The regional environment, and especially the emergence of a patronage regime in the hegemon, South Africa, may also have encouraged Lungu and his Patriotic Front to follow a similar path. This includes ramping up pressure on foreign investors, involving cutting back on expat numbers and enforced local buying from PF cadres.

No doubt the international community would prefer to see Zambia’s political implosion as the result of both sides seeking conflict. That’s a cop-out. The violence is a result of a failure to ensure that decent standards were maintained in the election. Such a “shared responsibility” analysis fundamentally fails to acknowledge, too, the state’s virtual monopoly on the levers of violence.

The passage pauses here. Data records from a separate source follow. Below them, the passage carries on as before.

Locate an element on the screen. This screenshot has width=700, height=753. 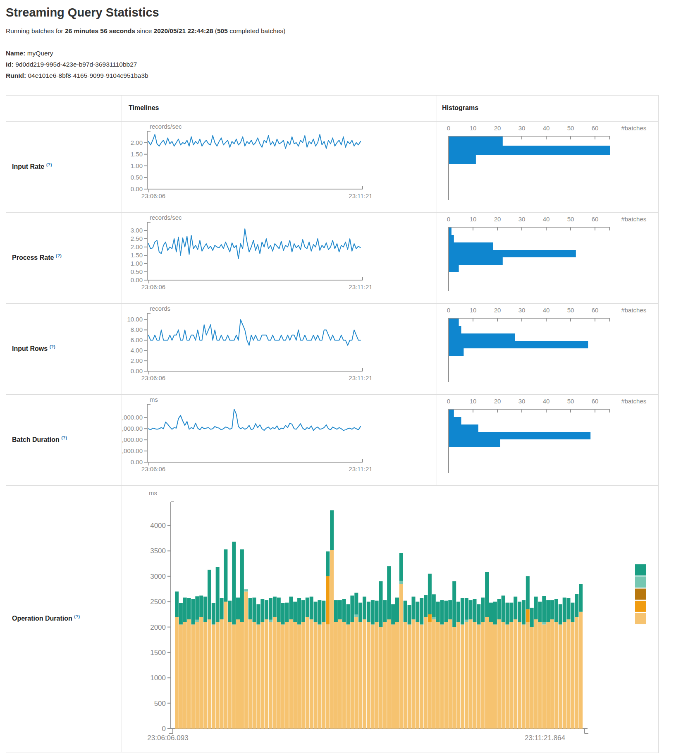
histogram-bars is located at coordinates (518, 337).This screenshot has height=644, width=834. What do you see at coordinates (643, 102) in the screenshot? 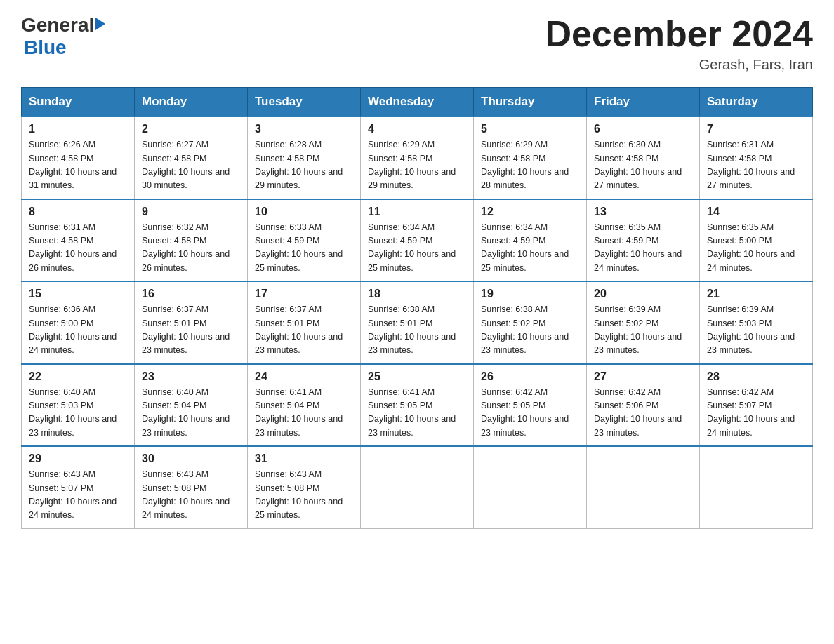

To charge Hichilema for treason for interfering with a motorcade would seem to be self-defeating. Yet it could also be a feint to test the response of the international community. If it’s limp, expect a wider and possibly even more violent crackdown.

The target on 11 April was not just HH, but democracy in Zambia and by implication, the region. Resisting that requires international action and voice. The alternative is much worse, given the clear link between democracy and development, despite the oxymoronic notion of a “benign African dictator”. If the international community cares about this, and human rights and freedom of speech, it should apply pressure on Lungu to release HH immediately.

If it fails to do so, perhaps it is time for a frank conversation on whether diplomacy in Africa is fit for purpose.